Menstruation has been a hot topic in India in recent years, with activists running missions to provide sanitary napkins to rural women.
Indian women have also challenged taboos attached to menstruation by staging social media campaigns using provocative hashtags like #HappyToBleed.
A recent Bollywood film Pad Man, which has been called the world's first feature film on periods, explored the subject.
The film is inspired by the life of Arunachalam Muruganantham, a Tamil Nadu-based social activist who campaigned to provide low-cost sanitary pad machines in rural parts of South India where few women have access to them.
The lead actor Akshay Kumar said: "I have lived with women all my life, yet I have learnt more about the topic while making this film than ever before.
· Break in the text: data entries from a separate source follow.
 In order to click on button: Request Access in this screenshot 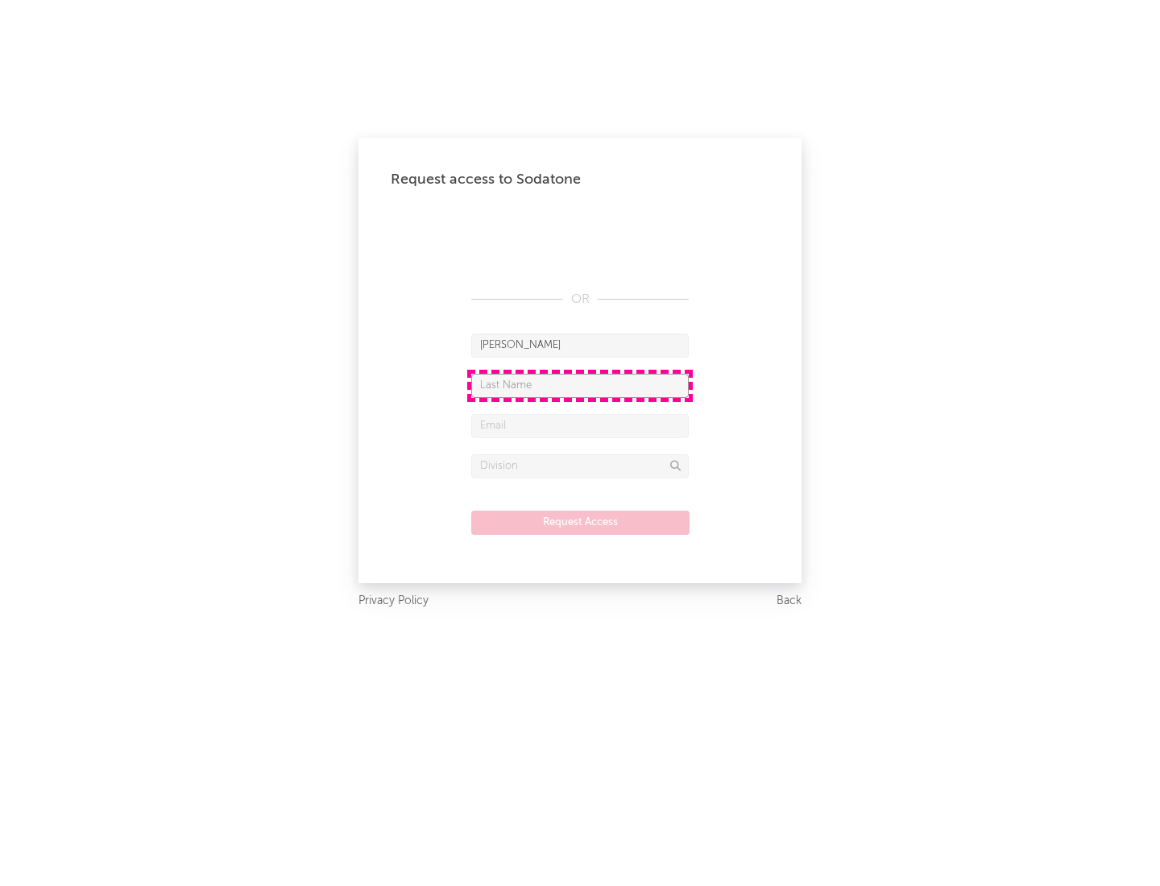, I will do `click(580, 523)`.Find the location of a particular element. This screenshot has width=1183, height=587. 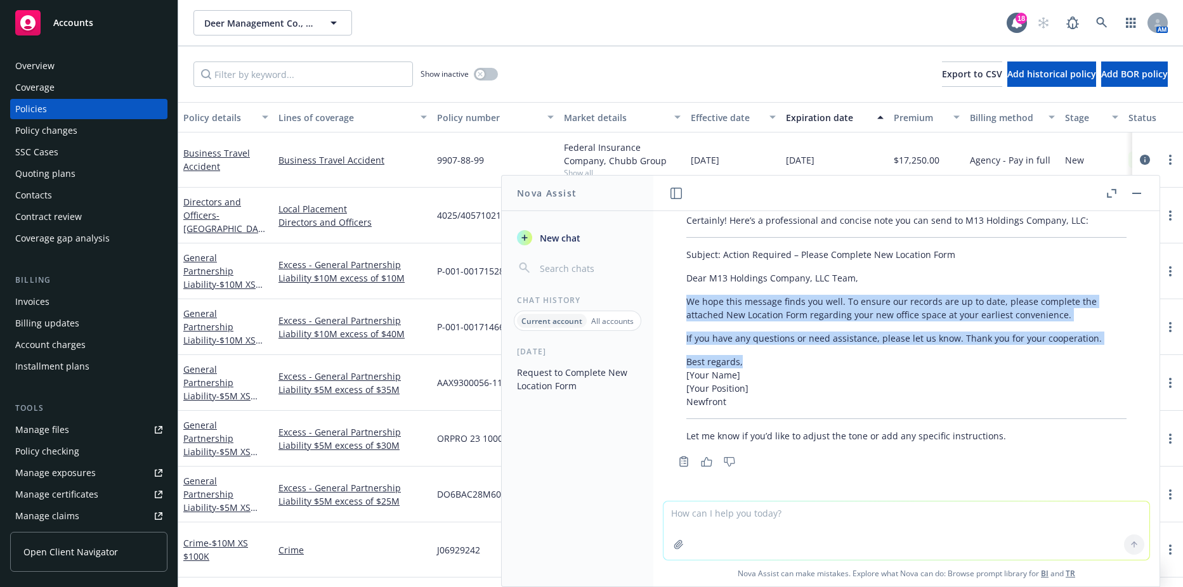

span: Nova Assist can make mistakes. Explore what Nova can do: Browse prompt library for and is located at coordinates (907, 574).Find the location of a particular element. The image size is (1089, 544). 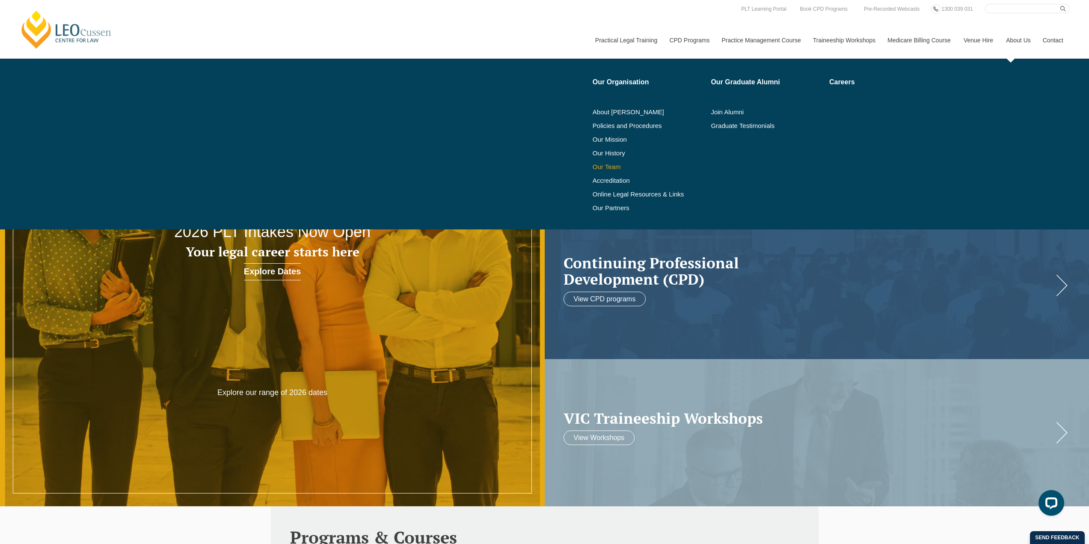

This is not the Stone Age - menstruating is natural."
All this played on my mind as I waited outside the temple, watching my family head through the gates.
I reached for my phone to WhatsApp a female cousin, who couldn't make it to the final ritual. She sympathised with me, and then she paused typing for a few moments.
"You shouldn't have told them you were on your period," she wrote finally. "They wouldn't have known."
"Have you been to the temple on your period?" I asked.
"Most women our age have," she said casually, and contradicting my aunt's earlier statement just half an hour earlier, she added, "It's not that big a deal if no-one knows."